A Tragic Loss: Beauty Queen’s Plastic Surgery Is Fatal
Someone who “has it all;” a beauty queen from Argentina, seems to have died in an effort to improve her buttocks. A life risked, and lost, for a “firmer behind.”
Our friends at Wikipedia (I never had a patient who went for one of these) call it a “Brazilian butt lift,” so I expect it is some kind of a South American “point of interest.” The procedure, however, seems to have little to do with what happened to the ex-beauty queen.
I was trained in general medicine and surgery a bit of a while ago. I remember memorizing figures in France prior to 1980 (when I graduated from medical school) that the odds were about 1 in 10,000 for simple mortality from general anesthesia.
I find it totally believable that things are a LOT safer now.
I also find a grain of truth in the suggestion that most of the risks of surgery are more procedure related. The first questions I wanted to ask after reading this report were what was injected and how they picked where.
I have done a bunch of intramuscular injections myself, generally of depot neuroleptics, and into the buttocks, mainly because there are less nerves there than there are in the shoulder and so things hurt less.

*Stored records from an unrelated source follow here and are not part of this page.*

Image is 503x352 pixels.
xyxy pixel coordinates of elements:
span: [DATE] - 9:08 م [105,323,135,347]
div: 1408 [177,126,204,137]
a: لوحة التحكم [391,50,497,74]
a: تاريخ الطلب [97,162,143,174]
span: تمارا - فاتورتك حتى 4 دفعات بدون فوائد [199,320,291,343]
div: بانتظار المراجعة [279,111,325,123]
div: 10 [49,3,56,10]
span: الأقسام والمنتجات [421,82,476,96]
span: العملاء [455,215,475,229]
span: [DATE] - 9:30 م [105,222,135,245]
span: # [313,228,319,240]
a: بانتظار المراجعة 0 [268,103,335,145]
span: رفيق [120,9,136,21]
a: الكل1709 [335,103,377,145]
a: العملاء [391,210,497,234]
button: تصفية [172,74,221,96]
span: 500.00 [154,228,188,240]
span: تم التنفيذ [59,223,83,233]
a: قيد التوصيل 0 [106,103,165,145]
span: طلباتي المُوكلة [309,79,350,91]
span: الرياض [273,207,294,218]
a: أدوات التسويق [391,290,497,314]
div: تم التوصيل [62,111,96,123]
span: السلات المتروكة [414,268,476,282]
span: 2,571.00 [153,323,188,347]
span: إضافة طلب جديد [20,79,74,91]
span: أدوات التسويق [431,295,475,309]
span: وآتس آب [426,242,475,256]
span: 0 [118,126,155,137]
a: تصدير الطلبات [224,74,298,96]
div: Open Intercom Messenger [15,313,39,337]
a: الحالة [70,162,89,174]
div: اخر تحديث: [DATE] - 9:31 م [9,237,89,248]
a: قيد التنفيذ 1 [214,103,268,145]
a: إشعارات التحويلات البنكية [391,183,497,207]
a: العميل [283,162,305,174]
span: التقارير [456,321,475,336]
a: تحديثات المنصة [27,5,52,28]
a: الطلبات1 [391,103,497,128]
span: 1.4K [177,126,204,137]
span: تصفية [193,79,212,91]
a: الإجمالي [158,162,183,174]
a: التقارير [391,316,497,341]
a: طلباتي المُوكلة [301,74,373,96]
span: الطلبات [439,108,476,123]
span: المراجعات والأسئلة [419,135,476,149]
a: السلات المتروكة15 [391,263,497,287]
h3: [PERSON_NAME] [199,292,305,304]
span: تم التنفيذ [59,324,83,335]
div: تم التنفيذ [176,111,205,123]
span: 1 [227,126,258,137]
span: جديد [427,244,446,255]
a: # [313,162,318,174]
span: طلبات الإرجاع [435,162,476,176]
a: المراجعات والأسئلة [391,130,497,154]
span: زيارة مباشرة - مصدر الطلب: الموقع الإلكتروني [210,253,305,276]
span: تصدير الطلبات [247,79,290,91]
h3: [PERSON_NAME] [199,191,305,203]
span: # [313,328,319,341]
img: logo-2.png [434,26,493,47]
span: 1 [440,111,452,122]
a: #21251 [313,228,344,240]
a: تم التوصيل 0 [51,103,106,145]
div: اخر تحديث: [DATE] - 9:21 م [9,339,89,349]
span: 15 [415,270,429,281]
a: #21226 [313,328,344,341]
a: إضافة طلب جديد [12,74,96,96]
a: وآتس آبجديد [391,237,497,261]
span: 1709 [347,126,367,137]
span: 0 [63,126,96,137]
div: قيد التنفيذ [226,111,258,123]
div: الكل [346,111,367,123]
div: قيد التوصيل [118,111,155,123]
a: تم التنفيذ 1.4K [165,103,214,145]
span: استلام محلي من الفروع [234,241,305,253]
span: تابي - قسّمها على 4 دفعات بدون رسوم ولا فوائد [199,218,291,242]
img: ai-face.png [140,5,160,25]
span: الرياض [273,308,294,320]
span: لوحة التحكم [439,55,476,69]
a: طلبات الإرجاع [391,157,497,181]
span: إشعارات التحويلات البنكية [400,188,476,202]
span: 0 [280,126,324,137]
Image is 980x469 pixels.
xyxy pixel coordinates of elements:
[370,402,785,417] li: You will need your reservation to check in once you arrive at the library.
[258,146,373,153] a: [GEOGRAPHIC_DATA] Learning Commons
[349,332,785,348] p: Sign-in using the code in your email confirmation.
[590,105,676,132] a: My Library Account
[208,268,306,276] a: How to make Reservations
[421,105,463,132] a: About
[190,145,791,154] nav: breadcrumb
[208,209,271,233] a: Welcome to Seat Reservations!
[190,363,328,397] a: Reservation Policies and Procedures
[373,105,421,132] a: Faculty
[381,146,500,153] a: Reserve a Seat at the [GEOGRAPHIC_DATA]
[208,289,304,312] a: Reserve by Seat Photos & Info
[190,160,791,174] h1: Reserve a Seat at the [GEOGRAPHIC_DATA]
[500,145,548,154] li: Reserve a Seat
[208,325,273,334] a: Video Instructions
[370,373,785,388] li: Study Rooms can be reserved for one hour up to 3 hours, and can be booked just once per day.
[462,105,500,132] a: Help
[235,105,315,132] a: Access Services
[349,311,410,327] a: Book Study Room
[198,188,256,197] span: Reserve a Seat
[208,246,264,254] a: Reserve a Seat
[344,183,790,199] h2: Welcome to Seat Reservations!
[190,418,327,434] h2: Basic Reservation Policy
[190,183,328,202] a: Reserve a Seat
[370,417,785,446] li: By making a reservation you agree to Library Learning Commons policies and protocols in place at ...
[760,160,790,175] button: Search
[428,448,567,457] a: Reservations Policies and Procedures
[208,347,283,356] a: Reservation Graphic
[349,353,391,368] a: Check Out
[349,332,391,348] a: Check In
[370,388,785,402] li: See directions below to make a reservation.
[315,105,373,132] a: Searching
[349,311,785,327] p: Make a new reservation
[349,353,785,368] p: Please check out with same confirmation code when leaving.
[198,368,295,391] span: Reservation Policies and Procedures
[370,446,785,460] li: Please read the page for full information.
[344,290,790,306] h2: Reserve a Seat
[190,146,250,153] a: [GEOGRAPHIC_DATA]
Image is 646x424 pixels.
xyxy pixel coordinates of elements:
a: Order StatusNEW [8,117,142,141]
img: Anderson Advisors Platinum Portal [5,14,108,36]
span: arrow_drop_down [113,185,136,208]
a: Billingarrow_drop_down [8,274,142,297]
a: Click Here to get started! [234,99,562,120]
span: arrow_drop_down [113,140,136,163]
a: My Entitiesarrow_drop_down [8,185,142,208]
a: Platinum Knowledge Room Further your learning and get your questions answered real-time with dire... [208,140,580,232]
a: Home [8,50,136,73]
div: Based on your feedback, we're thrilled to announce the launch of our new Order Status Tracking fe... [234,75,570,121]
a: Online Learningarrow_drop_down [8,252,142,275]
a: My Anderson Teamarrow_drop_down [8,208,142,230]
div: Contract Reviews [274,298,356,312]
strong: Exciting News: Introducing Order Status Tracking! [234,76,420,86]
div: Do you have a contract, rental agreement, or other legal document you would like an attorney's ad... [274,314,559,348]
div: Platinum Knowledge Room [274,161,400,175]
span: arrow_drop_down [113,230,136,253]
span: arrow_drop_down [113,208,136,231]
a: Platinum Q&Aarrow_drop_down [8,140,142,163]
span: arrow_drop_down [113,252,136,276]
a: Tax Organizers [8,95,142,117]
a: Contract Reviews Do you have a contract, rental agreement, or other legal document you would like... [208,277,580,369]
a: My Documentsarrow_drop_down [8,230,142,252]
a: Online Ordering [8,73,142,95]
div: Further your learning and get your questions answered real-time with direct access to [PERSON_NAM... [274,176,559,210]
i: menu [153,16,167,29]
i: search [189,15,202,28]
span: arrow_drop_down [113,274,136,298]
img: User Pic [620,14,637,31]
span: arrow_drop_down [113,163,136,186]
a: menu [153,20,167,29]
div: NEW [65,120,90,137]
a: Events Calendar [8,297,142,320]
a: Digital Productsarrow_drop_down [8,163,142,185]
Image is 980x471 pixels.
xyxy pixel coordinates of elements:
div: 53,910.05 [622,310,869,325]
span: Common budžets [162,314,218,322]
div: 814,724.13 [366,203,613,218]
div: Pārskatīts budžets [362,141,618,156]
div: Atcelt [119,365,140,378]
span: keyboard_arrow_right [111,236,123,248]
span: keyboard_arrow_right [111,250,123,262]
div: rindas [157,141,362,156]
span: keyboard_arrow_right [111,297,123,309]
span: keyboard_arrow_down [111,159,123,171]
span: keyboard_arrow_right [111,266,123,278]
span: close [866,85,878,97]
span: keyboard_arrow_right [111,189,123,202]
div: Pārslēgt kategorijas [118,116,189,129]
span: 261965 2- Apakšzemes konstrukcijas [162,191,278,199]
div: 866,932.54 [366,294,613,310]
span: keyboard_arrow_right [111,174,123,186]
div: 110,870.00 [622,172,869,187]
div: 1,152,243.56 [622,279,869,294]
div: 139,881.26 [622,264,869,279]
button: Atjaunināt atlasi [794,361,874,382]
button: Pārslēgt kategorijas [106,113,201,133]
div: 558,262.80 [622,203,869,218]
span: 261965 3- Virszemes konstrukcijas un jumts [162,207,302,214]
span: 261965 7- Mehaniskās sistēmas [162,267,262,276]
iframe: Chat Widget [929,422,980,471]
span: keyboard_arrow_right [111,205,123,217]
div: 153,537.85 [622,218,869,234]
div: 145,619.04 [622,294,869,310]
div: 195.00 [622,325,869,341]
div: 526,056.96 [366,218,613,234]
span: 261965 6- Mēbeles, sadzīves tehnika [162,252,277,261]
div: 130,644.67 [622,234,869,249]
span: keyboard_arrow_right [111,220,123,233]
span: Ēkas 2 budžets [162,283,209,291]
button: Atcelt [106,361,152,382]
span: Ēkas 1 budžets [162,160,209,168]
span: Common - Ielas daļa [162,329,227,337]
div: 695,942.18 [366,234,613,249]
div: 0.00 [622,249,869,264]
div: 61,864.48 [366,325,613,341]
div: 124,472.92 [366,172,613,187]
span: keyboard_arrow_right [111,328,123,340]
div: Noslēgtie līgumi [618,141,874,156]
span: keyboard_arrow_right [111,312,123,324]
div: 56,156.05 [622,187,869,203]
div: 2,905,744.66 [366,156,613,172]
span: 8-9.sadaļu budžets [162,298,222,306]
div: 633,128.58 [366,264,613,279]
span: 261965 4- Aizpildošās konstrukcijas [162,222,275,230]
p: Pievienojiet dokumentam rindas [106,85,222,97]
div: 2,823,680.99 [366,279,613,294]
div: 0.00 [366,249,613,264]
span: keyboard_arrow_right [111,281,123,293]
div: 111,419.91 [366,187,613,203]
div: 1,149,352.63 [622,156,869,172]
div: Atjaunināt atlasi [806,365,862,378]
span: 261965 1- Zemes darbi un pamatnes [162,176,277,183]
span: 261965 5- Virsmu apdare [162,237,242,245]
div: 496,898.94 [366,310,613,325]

I learned the procedures that all nurses learn.
I even had flashbacks to the time in medical school I practiced injecting needles into butter. My preceptors told me, and they were quite correct, that human skin is more like butter than it is like oranges. The mythology about medical students learning to inject oranges, injecting them with strong alcohol, and then eating the oranges, certainly did not exist in my medical school. I think French people respect oranges too much. I did read about this kind of orange abuse in books and I think see it in films. I explained it to my French colleagues.
Remember, these are the French colleagues who had seen “Animal House” in France, asked me about my fraternity/sorority experiences, and why I did not remain in America since higher education seemed to be so much fun.
Anyway, when making an injection into the buttock, I learned to inject in the superior and lateral quadrant. This was chosen to miss the anatomical places that were most likely to hold nerves and blood vessels. The “depot” or long-acting neuroleptics were generally oil-based, and created little “neopockets” between layers of connective tissue and fat and such, going on to seep into the blood stream only slowly. If I had hit a blood vessel, something I never did by the grace of God, it would have been Super Overdose from the medication itself and an Oil Embolism, as the base oil went in globules through a vein into the lungs. The same way that if people have “phlebitis,” blood clots in their legs, these clots need to be gently dissolved so they do not become a pulmonary embolus. The veins have “used” blood with carbon dioxide waste and have already given oxygen to be metabolized in other tissues. So they go to the lungs and get stuck in the vessels where blood goes to pick up more oxygen.
This can kill you.
I am an (unwilling) expert on this, because this is the condition that killed my brother Harry of blessed memory. Briefly, my brother was a psychiatric patient and received inadequate hospital care. Without even the most elementary precautions given most immobilized patients, blood clots formed in his legs, and one broke off and went to his lungs and killed him dead as a doornail.
Obviously I had a LOT of issues with this. I believe, among other things, his life was undervalued because he was a chronic psychiatric patient. They have life expectancies of about 25 years less than “normal” folks, and I believe this is because their life is undervalued.
At least people get unconscious and die pretty quickly from things that get to your lungs this way. That does not mean it is recommended. Death is never recommended.
People often get other people to inject into them “elastomers” which is short for “elastic polymers” in order to change things about their body and — well, make certain parts bigger or rounder or more elastic.
I have been over the road on this issue. At one place in my life, I did some pre-plastic surgery evaluations. Basically, the idea was to eliminate people with diagnoses like “Body dysmorphic disorder“, where potential patients were unlikely to be happy with any results and thus, very likely to sue the surgeon.
More recently, I have cared for transgendering folks, whose (understandable) preoccupation with physical characteristics of their body led them to get cheap illegal injections of various elastomer like substances, as they often could not afford the real thing. This sometimes led to death.
I remember someone in San Diego with a bucket of silicone and some syringes who went to jail. Me, I made some pamphlets at the time and tried to help warn the “alternative lifestyle” community. (It might be of historic interest — let me know if you want a copy.) Apparently, the same has happened in New York.
Some people seem to believe that injecting something is simpler than operating something, even less risky.
Not necessarily the case.
As for body image, this is a complicated biological, psychological, and social deal. We all know that male sexual response is at least in part a spinal reflex, so I can see the genesis of these concerns.
Deep down, I guess I figured out earlier in my life that I was NOT going to get by on my body, so I have focused on my brain. I would rather spend my life with somebody who is at a higher level of function than spinal reflex.
I found such a man. I love him. I strongly suspect there are several others.
Worry less about bodies and more about brains.
Filed under medical errors by on Dec 2nd, 2009.